Request for review - std.serialization (orange)

Francois Chabot francois at chabs.ca
Mon Jun 17 15:06:41 PDT 2013


On Monday, 17 June 2013 at 20:59:31 UTC, Jacob Carlborg wrote:
> On 2013-06-17 16:39, Francois Chabot wrote:
>
>> I will grant that making Orange part of Phobos will alleviate 
>> the
>> project bloat issue, which is a huge deal. But as it stands, 
>> to me, it
>> only handles a subset of what std.serialization should.
>
> So what would you like it to handle? I assume you want a binary 
> archive and you want faster serialization? You are free to add 
> enhancement requests to the github project and comment in the 
> official review thread.

Well, the main thing that I want on my end is a O(1) memory 
footprint when dealing with hierarchical data with no 
cross-references. Even better would be that serialization being a 
lazy input range that can be easily piped into something like 
Walter's std.compress. I guess I could log an enhancement request 
to that effect, but I kinda felt that this was beyond the scope 
of Orange. It has a clear serialize, then deal with the data 
design. What I need really goes against the grain here.
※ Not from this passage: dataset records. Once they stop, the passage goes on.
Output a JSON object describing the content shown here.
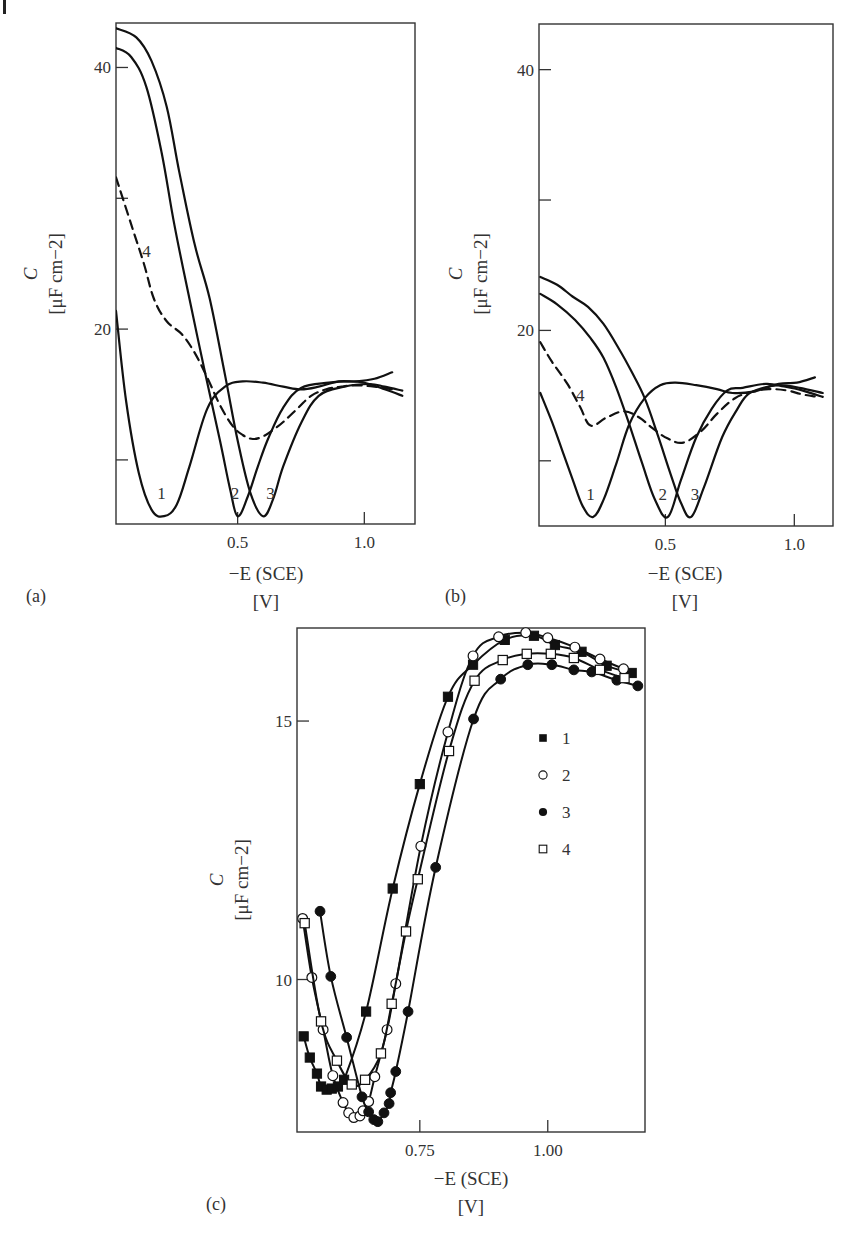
{
  "chart_data": [
    {
      "id": "a",
      "type": "line",
      "panel_label": "(a)",
      "title": "",
      "xlabel": "−E (SCE)",
      "xunit": "[V]",
      "ylabel": "C",
      "yunit": "[μF cm−2]",
      "xlim": [
        0.02,
        1.2
      ],
      "ylim": [
        5.1,
        43.4
      ],
      "xticks": [
        {
          "value": 0.5,
          "label": "0.5"
        },
        {
          "value": 1.0,
          "label": "1.0"
        }
      ],
      "yticks": [
        {
          "value": 10,
          "label": ""
        },
        {
          "value": 20,
          "label": "20"
        },
        {
          "value": 30,
          "label": ""
        },
        {
          "value": 40,
          "label": "40"
        }
      ],
      "grid": false,
      "series": [
        {
          "name": "1",
          "style": "solid",
          "label_at": [
            0.2,
            7.0
          ],
          "x": [
            0.02,
            0.06,
            0.11,
            0.16,
            0.21,
            0.26,
            0.31,
            0.38,
            0.45,
            0.52,
            0.6,
            0.68,
            0.75,
            0.82,
            0.9,
            0.97,
            1.04,
            1.11
          ],
          "y": [
            21.4,
            14.5,
            9.0,
            6.2,
            5.7,
            6.6,
            9.5,
            13.9,
            15.6,
            16.0,
            15.9,
            15.6,
            15.4,
            15.6,
            16.0,
            16.0,
            16.2,
            16.7
          ]
        },
        {
          "name": "2",
          "style": "solid",
          "label_at": [
            0.49,
            7.0
          ],
          "x": [
            0.02,
            0.08,
            0.14,
            0.2,
            0.25,
            0.31,
            0.37,
            0.43,
            0.47,
            0.5,
            0.54,
            0.58,
            0.62,
            0.68,
            0.75,
            0.86,
            0.94,
            1.0,
            1.08,
            1.15
          ],
          "y": [
            41.5,
            40.8,
            38.5,
            33.5,
            28.0,
            22.3,
            16.8,
            11.5,
            7.8,
            5.7,
            7.2,
            9.5,
            11.6,
            14.0,
            15.5,
            15.9,
            16.0,
            15.9,
            15.4,
            14.9
          ]
        },
        {
          "name": "3",
          "style": "solid",
          "label_at": [
            0.63,
            7.0
          ],
          "x": [
            0.02,
            0.1,
            0.16,
            0.22,
            0.27,
            0.33,
            0.39,
            0.45,
            0.5,
            0.55,
            0.6,
            0.64,
            0.68,
            0.75,
            0.82,
            0.92,
            1.02,
            1.08,
            1.15
          ],
          "y": [
            43.0,
            42.3,
            40.5,
            37.0,
            32.0,
            26.5,
            22.3,
            16.5,
            11.5,
            7.5,
            5.7,
            7.0,
            9.5,
            12.8,
            14.9,
            15.6,
            15.8,
            15.6,
            15.3
          ]
        },
        {
          "name": "4",
          "style": "dashed",
          "label_at": [
            0.14,
            25.5
          ],
          "x": [
            0.02,
            0.08,
            0.13,
            0.17,
            0.22,
            0.28,
            0.33,
            0.38,
            0.43,
            0.48,
            0.52,
            0.56,
            0.6,
            0.64,
            0.68,
            0.74,
            0.79,
            0.85,
            0.91,
            0.97,
            1.04,
            1.11
          ],
          "y": [
            31.6,
            28.0,
            25.0,
            22.3,
            20.6,
            19.6,
            18.2,
            16.3,
            14.2,
            12.6,
            11.9,
            11.6,
            11.8,
            12.3,
            12.9,
            14.0,
            14.9,
            15.4,
            15.6,
            15.7,
            15.6,
            15.4
          ]
        }
      ]
    },
    {
      "id": "b",
      "type": "line",
      "panel_label": "(b)",
      "title": "",
      "xlabel": "−E (SCE)",
      "xunit": "[V]",
      "ylabel": "C",
      "yunit": "[μF cm−2]",
      "xlim": [
        0.01,
        1.15
      ],
      "ylim": [
        5.0,
        43.5
      ],
      "xticks": [
        {
          "value": 0.5,
          "label": "0.5"
        },
        {
          "value": 1.0,
          "label": "1.0"
        }
      ],
      "yticks": [
        {
          "value": 10,
          "label": ""
        },
        {
          "value": 20,
          "label": "20"
        },
        {
          "value": 30,
          "label": ""
        },
        {
          "value": 40,
          "label": "40"
        }
      ],
      "grid": false,
      "series": [
        {
          "name": "1",
          "style": "solid",
          "label_at": [
            0.21,
            7.0
          ],
          "x": [
            0.015,
            0.06,
            0.1,
            0.14,
            0.18,
            0.22,
            0.26,
            0.31,
            0.36,
            0.42,
            0.48,
            0.54,
            0.62,
            0.7,
            0.76,
            0.84,
            0.94,
            1.01,
            1.08
          ],
          "y": [
            15.2,
            13.0,
            10.8,
            8.6,
            6.5,
            5.7,
            7.0,
            9.8,
            12.8,
            14.8,
            15.8,
            16.0,
            15.8,
            15.5,
            15.2,
            15.3,
            15.9,
            16.0,
            16.4
          ]
        },
        {
          "name": "2",
          "style": "solid",
          "label_at": [
            0.49,
            7.0
          ],
          "x": [
            0.015,
            0.08,
            0.15,
            0.21,
            0.26,
            0.31,
            0.36,
            0.41,
            0.46,
            0.51,
            0.56,
            0.62,
            0.68,
            0.74,
            0.8,
            0.89,
            0.96,
            1.03,
            1.11
          ],
          "y": [
            22.8,
            22.0,
            20.8,
            19.4,
            17.9,
            15.6,
            12.8,
            9.8,
            7.0,
            5.7,
            8.5,
            11.8,
            14.0,
            15.4,
            15.6,
            15.9,
            15.7,
            15.4,
            14.9
          ]
        },
        {
          "name": "3",
          "style": "solid",
          "label_at": [
            0.615,
            7.0
          ],
          "x": [
            0.015,
            0.08,
            0.14,
            0.2,
            0.26,
            0.32,
            0.37,
            0.42,
            0.47,
            0.52,
            0.56,
            0.6,
            0.65,
            0.72,
            0.78,
            0.82,
            0.88,
            0.94,
            1.02,
            1.11
          ],
          "y": [
            24.1,
            23.5,
            22.6,
            21.8,
            20.5,
            18.6,
            16.8,
            14.8,
            12.0,
            9.0,
            6.8,
            5.7,
            8.0,
            11.8,
            14.0,
            15.1,
            15.6,
            15.8,
            15.6,
            15.2
          ]
        },
        {
          "name": "4",
          "style": "dashed",
          "label_at": [
            0.17,
            14.6
          ],
          "x": [
            0.015,
            0.06,
            0.12,
            0.17,
            0.21,
            0.27,
            0.34,
            0.4,
            0.45,
            0.51,
            0.57,
            0.64,
            0.7,
            0.77,
            0.84,
            0.9,
            0.97,
            1.03,
            1.09
          ],
          "y": [
            19.1,
            17.6,
            15.9,
            14.1,
            12.7,
            13.3,
            13.8,
            13.3,
            12.5,
            11.7,
            11.4,
            12.3,
            13.6,
            14.8,
            15.3,
            15.5,
            15.4,
            15.1,
            14.9
          ]
        }
      ]
    },
    {
      "id": "c",
      "type": "line",
      "panel_label": "(c)",
      "title": "",
      "xlabel": "−E (SCE)",
      "xunit": "[V]",
      "ylabel": "C",
      "yunit": "[μF cm−2]",
      "xlim": [
        0.51,
        1.19
      ],
      "ylim": [
        7.05,
        16.8
      ],
      "xticks": [
        {
          "value": 0.75,
          "label": "0.75"
        },
        {
          "value": 1.0,
          "label": "1.00"
        }
      ],
      "yticks": [
        {
          "value": 10,
          "label": "10"
        },
        {
          "value": 15,
          "label": "15"
        }
      ],
      "grid": false,
      "legend": {
        "position": "inside-right",
        "entries": [
          {
            "name": "1",
            "marker": "filled-square"
          },
          {
            "name": "2",
            "marker": "open-circle"
          },
          {
            "name": "3",
            "marker": "filled-circle"
          },
          {
            "name": "4",
            "marker": "open-square"
          }
        ]
      },
      "series": [
        {
          "name": "1",
          "marker": "filled-square",
          "x": [
            0.523,
            0.535,
            0.549,
            0.557,
            0.568,
            0.578,
            0.59,
            0.602,
            0.645,
            0.697,
            0.75,
            0.805,
            0.854,
            0.916,
            0.973,
            1.014,
            1.066,
            1.115,
            1.164
          ],
          "y": [
            8.9,
            8.49,
            8.18,
            7.93,
            7.87,
            7.89,
            7.93,
            8.06,
            9.38,
            11.76,
            13.78,
            15.47,
            16.09,
            16.57,
            16.65,
            16.47,
            16.34,
            16.07,
            15.93
          ]
        },
        {
          "name": "2",
          "marker": "open-circle",
          "x": [
            0.521,
            0.539,
            0.561,
            0.58,
            0.6,
            0.611,
            0.621,
            0.633,
            0.639,
            0.65,
            0.662,
            0.686,
            0.703,
            0.752,
            0.805,
            0.854,
            0.904,
            0.957,
            1.0,
            1.053,
            1.102,
            1.148
          ],
          "y": [
            11.18,
            10.04,
            9.03,
            8.14,
            7.62,
            7.42,
            7.33,
            7.36,
            7.46,
            7.64,
            8.12,
            9.03,
            9.92,
            12.58,
            14.79,
            16.26,
            16.63,
            16.71,
            16.61,
            16.43,
            16.2,
            16.01
          ]
        },
        {
          "name": "3",
          "marker": "filled-circle",
          "x": [
            0.555,
            0.576,
            0.607,
            0.637,
            0.65,
            0.66,
            0.668,
            0.68,
            0.69,
            0.693,
            0.703,
            0.727,
            0.781,
            0.855,
            0.908,
            0.961,
            1.008,
            1.051,
            1.086,
            1.135,
            1.176
          ],
          "y": [
            11.32,
            10.06,
            8.88,
            7.73,
            7.44,
            7.29,
            7.25,
            7.42,
            7.6,
            7.81,
            8.22,
            9.38,
            12.17,
            15.04,
            15.81,
            16.09,
            16.09,
            15.99,
            15.95,
            15.79,
            15.68
          ]
        },
        {
          "name": "4",
          "marker": "open-square",
          "x": [
            0.525,
            0.557,
            0.588,
            0.617,
            0.643,
            0.674,
            0.695,
            0.723,
            0.746,
            0.807,
            0.857,
            0.912,
            0.959,
            1.006,
            1.051,
            1.102,
            1.15
          ],
          "y": [
            11.09,
            9.19,
            8.43,
            7.97,
            8.06,
            8.57,
            9.53,
            10.93,
            11.94,
            14.42,
            15.78,
            16.18,
            16.3,
            16.3,
            16.22,
            15.99,
            15.83
          ]
        }
      ]
    }
  ],
  "layout": {
    "a": {
      "frame": [
        116,
        23,
        415,
        524
      ]
    },
    "b": {
      "frame": [
        539,
        24,
        833,
        526
      ]
    },
    "c": {
      "frame": [
        297,
        628,
        645,
        1132
      ]
    }
  }
}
> The thing is with Orange is that it's possible to add new 
> archive types. If Orange gets accepted as std.serialization we 
> could later add a binary archive.

Once again, the sticking point is not the serialization format, 
but the delivery method of said data.

Hmmm, come to think of it, running Orange in a fiber with a 
special archive type and wrapping the whole thing in a range 
could work. However, I'm not familiar enough with how 
aggressively Orange caches potential references to know if it 
would work. Also, due to the polymorphic nature of archives, 
archive types with partial serialization support would be a pain, 
as they would generate runtime errors, not compile-time.

> Do you want to stop std.serialization just because of it not 
> having a binary archive? Not having a binary archive doesn't 
> make the XML archive useless.

No! no no no. I just feel that Orange handles a big piece of the 
serialization puzzle, but that there's a lot more to it.